Event Exposure
How exposed the market is to concentrated upside-capture and to a near-term, market-moving event. In plain terms: is a tiny group capturing the profits, and can a single whale move the displayed odds before a scheduled catalyst lands?
How we score it
We extract the entities the question names, match them against upcoming calendar events, and weight by how close the nearest catalyst is — a clear runway with no imminent scheduled event raises the score; a known calendar event (election, ruling, data release, FOMC) landing within days lowers it. Alongside the calendar horizon we read profit/flow concentration: a market small enough that one large bettor can distort the displayed price, or where a handful of wallets capture most of the upside, carries elevated event exposure.
How to read your score
Higher means a calmer horizon with diffuse participation. A lower score flags a near-term scheduled event that can move the market discontinuously, and/or a concentration profile where a few large players can move the displayed odds. This axis is scored 0-100; the composite weights it at 10%.
No meaningful risk signal on this axis. Nothing here that warrants extra scrutiny before taking a position.
A clean read with only minor or ambiguous signals. Reasonable to proceed with normal due diligence.
A moderate signal worth a second look. Read the evidence on the market page before sizing a position.
A pronounced structural signal on this axis. Understand exactly what is driving it before participating.
A strong structural signal. This axis is the kind of thing a careful trader would resolve before trusting the market's price.
Signals we look for
A known, calendar-scheduled event tied to the question's entities landing within days.
A handful of wallets capturing the majority of realized profit.
A market small enough that one whale's share of capital can move the displayed odds.
Correlated accumulation across linked markets by the same large players.
Thin liquidity relative to the size of positions being taken.
References
The academic, industry, and regulatory sources that ground how this dimension is scored. Each note states what the source backs.
A tiny group is winning on Polymarket as under 1% of wallets take half the profits
Solidus Labs / CoinDesk (profit-concentration analysis) · 2026
Backs the concentration signal: <1% of wallets captured ~50% of political-market profits (on-chain data verifiable; vendor framing aside).
The 'French whale' Théo made over $80M on Polymarket betting on Trump
CBS News / 60 Minutes · 2024
Concentration as a perception vector: four accounts held ~25–40%+ of contracts, showing a few large players can move displayed odds.
Manipulation in Prediction Markets: An Agent-based Modeling Experiment
Smart, Mark, Bastian & Waugh, arXiv:2601.20452 · 2026
The theoretical prior for how much a whale moves displayed odds — distortion scales with a player's share of market capital.
Statistical signals, not allegations. Every dimension measures a structural property of a market — the shape of its flow, the clarity of its question, the trustworthiness of its resolution source. A low score flags where a careful trader should look harder. It is never a claim that a specific account, or the market itself, has broken a rule.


### Your instructions
All entries must be transcribed exactly, down to the last character.

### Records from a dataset
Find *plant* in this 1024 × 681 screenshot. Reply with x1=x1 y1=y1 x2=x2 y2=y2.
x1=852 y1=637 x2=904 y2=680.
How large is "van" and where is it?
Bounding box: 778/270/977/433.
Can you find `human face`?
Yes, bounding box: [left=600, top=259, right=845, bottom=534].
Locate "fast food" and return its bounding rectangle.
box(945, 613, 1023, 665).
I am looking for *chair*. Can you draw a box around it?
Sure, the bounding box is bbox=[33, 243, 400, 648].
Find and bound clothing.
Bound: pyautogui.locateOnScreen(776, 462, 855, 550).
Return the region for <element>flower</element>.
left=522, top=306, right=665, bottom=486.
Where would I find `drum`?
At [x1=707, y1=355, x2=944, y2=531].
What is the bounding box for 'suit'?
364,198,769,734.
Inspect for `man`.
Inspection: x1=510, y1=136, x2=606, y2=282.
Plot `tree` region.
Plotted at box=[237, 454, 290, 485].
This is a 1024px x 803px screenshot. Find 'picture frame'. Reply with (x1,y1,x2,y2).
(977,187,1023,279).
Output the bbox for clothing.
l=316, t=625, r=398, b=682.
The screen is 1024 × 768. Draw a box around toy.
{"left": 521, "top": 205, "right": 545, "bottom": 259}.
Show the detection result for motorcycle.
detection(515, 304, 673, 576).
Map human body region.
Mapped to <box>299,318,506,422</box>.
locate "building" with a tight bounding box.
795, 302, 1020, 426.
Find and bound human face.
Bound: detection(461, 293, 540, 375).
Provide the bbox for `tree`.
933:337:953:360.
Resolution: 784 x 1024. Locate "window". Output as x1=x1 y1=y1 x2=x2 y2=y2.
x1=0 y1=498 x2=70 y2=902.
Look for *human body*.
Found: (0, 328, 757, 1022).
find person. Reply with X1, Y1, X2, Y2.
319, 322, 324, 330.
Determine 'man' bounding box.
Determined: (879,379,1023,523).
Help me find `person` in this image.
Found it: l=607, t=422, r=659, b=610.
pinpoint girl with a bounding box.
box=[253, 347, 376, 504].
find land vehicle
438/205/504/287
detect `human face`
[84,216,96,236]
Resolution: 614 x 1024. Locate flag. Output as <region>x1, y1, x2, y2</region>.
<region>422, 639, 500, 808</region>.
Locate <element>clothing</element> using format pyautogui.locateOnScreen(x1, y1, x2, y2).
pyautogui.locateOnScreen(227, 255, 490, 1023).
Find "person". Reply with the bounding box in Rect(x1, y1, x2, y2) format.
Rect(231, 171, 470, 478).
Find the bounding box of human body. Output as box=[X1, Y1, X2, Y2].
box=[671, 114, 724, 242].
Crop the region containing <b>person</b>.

### Task solution
Find *plant* in this 1024 × 681 screenshot. Reply with x1=x1 y1=y1 x2=x2 y2=y2.
x1=852 y1=637 x2=904 y2=680.
How large is "van" and where is it?
Bounding box: 778/270/977/433.
Can you find `human face`?
Yes, bounding box: [left=600, top=259, right=845, bottom=534].
Locate "fast food" and return its bounding rectangle.
box(945, 613, 1023, 665).
I am looking for *chair*. Can you draw a box around it?
Sure, the bounding box is bbox=[33, 243, 400, 648].
Find and bound clothing.
Bound: pyautogui.locateOnScreen(776, 462, 855, 550).
Return the region for <element>flower</element>.
left=522, top=306, right=665, bottom=486.
Where would I find `drum`?
At [x1=707, y1=355, x2=944, y2=531].
What is the bounding box for 'suit'?
364,198,769,734.
Inspect for `man`.
Inspection: x1=510, y1=136, x2=606, y2=282.
Plot `tree` region.
Plotted at box=[237, 454, 290, 485].
This is a 1024px x 803px screenshot. Find 'picture frame'. Reply with (x1,y1,x2,y2).
(977,187,1023,279).
Output the bbox for clothing.
l=316, t=625, r=398, b=682.
The screen is 1024 × 768. Draw a box around toy.
{"left": 521, "top": 205, "right": 545, "bottom": 259}.
Show the detection result for motorcycle.
detection(515, 304, 673, 576).
Map human body region.
Mapped to <box>299,318,506,422</box>.
locate "building" with a tight bounding box.
795, 302, 1020, 426.
Find and bound human face.
Bound: detection(461, 293, 540, 375).
Provide the bbox for `tree`.
933:337:953:360.
Resolution: 784 x 1024. Locate "window". Output as x1=x1 y1=y1 x2=x2 y2=y2.
x1=0 y1=498 x2=70 y2=902.
Look for *human body*.
Found: (0, 328, 757, 1022).
find person. Reply with X1, Y1, X2, Y2.
319, 322, 324, 330.
Determine 'man' bounding box.
Determined: (879,379,1023,523).
Help me find `person` in this image.
Found it: l=607, t=422, r=659, b=610.
pinpoint girl with a bounding box.
box=[253, 347, 376, 504].
find land vehicle
438/205/504/287
detect `human face`
[84,216,96,236]
Resolution: 614 x 1024. Locate flag. Output as <region>x1, y1, x2, y2</region>.
<region>422, 639, 500, 808</region>.
Locate <element>clothing</element> using format pyautogui.locateOnScreen(x1, y1, x2, y2).
pyautogui.locateOnScreen(227, 255, 490, 1023).
Find "person". Reply with the bounding box in Rect(x1, y1, x2, y2) format.
Rect(231, 171, 470, 478).
Find the bounding box of human body. Output as box=[X1, Y1, X2, Y2].
box=[671, 114, 724, 242].
Crop the region containing <b>person</b>.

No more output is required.